Controlling relay using digital input

Hello community,

I'm doing a project where I have a 2 channel relay board. I'd like to control the relays based on a digital input. The input is a 5V signal, which is HIGH or LOW depending voltage. What I want to do is, when 5V (HIGH) is received, switch on relay1 for 1 second and turn off. When the voltage drops thus LOW, switch on relay2 for 1 second and turn of.

I've tried many sketches, blink, led, boolean, timers etc and tried to modify them, but I'm not a programmer and my head hurts. The code I'm now using is below. This enables me to turn on relay1 or 2 depending on serial input. Off course I don't want to use serial input but I'm lost.

Can someone give me a guideline?

/*
simple LED test
*/

char val;         // variable to receive data from the serial port
int ledpin1 = 2;  // LED connected to pin 2 (on-board LED)
int ledpin2 = 3;  // LED connected to pin 2 (on-board LED)
int trigger = 5;  // trigger input 5V

void setup()
{
  digitalWrite(ledpin1, HIGH);
    digitalWrite(ledpin2, HIGH);
  pinMode(ledpin1, OUTPUT); // pin 2 (on-board LED) as OUTPUT
  pinMode(ledpin2, OUTPUT); // pin 3 (on-board LED) as OUTPUT
  pinMode(trigger, INPUT);  // pin 5 input 5V projector
  Serial.begin(9600);       // start serial communication at 115200bps

}

void loop()

{
  if( Serial.available() )       // if data is available to read
  {
    ;
  }
  val = Serial.read();         // read it and store it in 'val'


  if( val == 'C' )               // if 'C' was received led 2 on for 1 second
  {
    digitalWrite(ledpin1 = 2, LOW);  // turn ON pin 2
    delay(1000);                     // wait 1 second
    digitalWrite(ledpin1, HIGH);      // turn Off pin 2
  }

  if( val == 'D' )               // if 'D' was received led 3 on for 1 second
  {
    digitalWrite(ledpin2 = 3, LOW);  // turn ON pin 3
    delay(1000);                     // wait 1 second
    digitalWrite(ledpin2, HIGH);      // turn Off pin 3
  }


}

Instead of just grabbing a bunch of random pieces of code and trying to blindly modify them, why don't you spend that time doing something useful like looking at tutorials on Arduino and learning a little about the language? Put your project aside for a minute and look at other examples that will teach you HOW to do this instead of trying to just find the one thing that makes what you want work.

 if( val == 'C' )               // if 'C' was received led 2 on for 1 second
  {
    digitalWrite(ledpin1 = 2, LOW);  // turn ON pin 2
    delay(1000);                     // wait 1 second
    digitalWrite(ledpin1, HIGH);      // turn Off pin 2
  }

Can you imagine what would happen if that if statement checked the state of your input pin with digitalRead instead of checking for serial data?
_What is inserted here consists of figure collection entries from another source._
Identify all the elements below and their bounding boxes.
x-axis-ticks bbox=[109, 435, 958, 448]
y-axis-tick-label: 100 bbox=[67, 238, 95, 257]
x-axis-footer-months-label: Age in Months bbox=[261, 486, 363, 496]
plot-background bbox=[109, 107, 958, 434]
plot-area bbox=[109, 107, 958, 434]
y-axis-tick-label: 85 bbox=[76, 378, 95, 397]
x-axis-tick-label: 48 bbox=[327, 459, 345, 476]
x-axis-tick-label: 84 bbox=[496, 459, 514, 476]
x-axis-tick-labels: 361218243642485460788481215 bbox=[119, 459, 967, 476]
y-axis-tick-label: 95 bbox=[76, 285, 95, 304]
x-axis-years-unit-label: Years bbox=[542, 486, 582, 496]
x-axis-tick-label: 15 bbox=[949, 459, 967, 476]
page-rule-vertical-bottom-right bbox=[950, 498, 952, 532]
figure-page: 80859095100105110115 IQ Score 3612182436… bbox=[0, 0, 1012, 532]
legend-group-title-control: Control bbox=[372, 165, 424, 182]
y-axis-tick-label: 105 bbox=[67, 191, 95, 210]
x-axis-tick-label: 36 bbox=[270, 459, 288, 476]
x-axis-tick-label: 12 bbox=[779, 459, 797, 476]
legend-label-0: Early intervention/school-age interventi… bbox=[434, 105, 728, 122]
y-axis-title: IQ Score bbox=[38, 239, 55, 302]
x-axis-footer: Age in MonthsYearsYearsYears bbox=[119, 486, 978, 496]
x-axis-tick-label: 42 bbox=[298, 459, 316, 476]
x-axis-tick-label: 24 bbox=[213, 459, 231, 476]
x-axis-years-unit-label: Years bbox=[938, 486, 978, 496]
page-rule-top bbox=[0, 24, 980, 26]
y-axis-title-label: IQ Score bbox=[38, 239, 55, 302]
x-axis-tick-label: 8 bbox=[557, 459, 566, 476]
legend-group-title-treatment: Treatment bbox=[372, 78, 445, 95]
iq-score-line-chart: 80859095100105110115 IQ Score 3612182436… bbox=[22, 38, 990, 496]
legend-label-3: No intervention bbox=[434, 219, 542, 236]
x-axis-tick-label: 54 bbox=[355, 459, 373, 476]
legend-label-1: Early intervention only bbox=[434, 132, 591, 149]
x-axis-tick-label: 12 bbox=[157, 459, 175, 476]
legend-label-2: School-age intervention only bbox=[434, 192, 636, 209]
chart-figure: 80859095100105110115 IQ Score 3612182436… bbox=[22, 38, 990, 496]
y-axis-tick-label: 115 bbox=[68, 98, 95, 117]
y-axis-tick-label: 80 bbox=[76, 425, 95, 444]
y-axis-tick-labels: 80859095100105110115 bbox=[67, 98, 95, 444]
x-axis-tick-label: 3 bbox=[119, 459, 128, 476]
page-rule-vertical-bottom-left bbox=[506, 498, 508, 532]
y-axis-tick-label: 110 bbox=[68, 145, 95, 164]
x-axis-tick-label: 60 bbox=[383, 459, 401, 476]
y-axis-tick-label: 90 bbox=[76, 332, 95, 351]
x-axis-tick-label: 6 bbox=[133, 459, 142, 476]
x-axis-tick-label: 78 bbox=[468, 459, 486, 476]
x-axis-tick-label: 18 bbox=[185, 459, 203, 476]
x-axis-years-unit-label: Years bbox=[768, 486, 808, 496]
Why don't you post some of the code that deals with buttons that doesn't work. It would be a whole lot easier to help you fix the code you have if you posted the code that was closest to what you want. You don't want anything about Serial data so why are you posting code about reading serial data?

  digitalWrite(ledpin1, HIGH);
    digitalWrite(ledpin2, HIGH);
  pinMode(ledpin1, OUTPUT); // pin 2 (on-board LED) as OUTPUT
  pinMode(ledpin2, OUTPUT); // pin 3 (on-board LED) as OUTPUT

The comments are stupid. Those pins are NOT the ones with the onboard LED. Pay some attention to what you are cutting and pasting.
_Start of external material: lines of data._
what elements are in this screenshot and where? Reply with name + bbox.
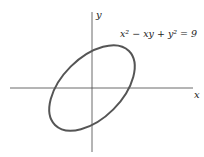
y-axis-label: y (95, 9, 102, 20)
x-axis-label: x (194, 89, 200, 100)
equation-label: x² − xy + y² = 9 (120, 28, 197, 39)
ellipse-graph-figure: y x x² − xy + y² = 9 (0, 0, 204, 157)
graph-canvas: y x x² − xy + y² = 9 (0, 0, 204, 157)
Why are you setting the state of the input pins to HIGH? Do you KNOW what that does? WHY do you need to do that?

  if( Serial.available() )       // if data is available to read
  {
    ;
  }
  val = Serial.read();         // read it and store it in 'val'

If there IS serial data to read, do nothing. Then, read, whether there is anything to read, or not. WTF?

Why does your code that expects a HIGH or LOW on some undefined pin read serial data at all?
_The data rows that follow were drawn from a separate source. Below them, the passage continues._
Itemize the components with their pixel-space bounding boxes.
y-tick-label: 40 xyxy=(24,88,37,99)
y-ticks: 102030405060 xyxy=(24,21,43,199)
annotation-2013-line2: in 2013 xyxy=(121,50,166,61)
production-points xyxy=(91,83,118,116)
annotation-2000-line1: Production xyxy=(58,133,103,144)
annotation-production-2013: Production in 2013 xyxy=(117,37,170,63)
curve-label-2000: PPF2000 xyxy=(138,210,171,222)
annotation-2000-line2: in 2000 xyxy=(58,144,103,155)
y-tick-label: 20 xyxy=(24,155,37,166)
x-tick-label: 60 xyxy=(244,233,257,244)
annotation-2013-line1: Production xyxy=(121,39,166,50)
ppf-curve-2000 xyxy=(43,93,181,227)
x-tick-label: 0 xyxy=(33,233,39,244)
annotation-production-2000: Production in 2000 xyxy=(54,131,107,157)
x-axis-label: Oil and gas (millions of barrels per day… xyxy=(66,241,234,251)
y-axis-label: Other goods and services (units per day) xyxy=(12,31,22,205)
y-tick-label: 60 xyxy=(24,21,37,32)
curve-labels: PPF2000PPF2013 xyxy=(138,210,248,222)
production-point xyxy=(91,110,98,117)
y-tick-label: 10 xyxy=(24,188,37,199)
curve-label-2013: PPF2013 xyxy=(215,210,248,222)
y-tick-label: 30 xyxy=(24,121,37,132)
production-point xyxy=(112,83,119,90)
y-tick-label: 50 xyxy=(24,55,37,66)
Your "digital input" is equivalent to a switch/button, it's either high 5V or low 0V.

The only trick you need to know is that you want to do things based on when that pin GOES high or GOES low not when it IS high or low (that's an important distinction).

By a bit of good luck that is covered in the IDE example sketch File/Examples/02. Digital/StateChangeDetection. That switches an LED on/off. Switching relays on or off is no more difficult...and then you're nearly there.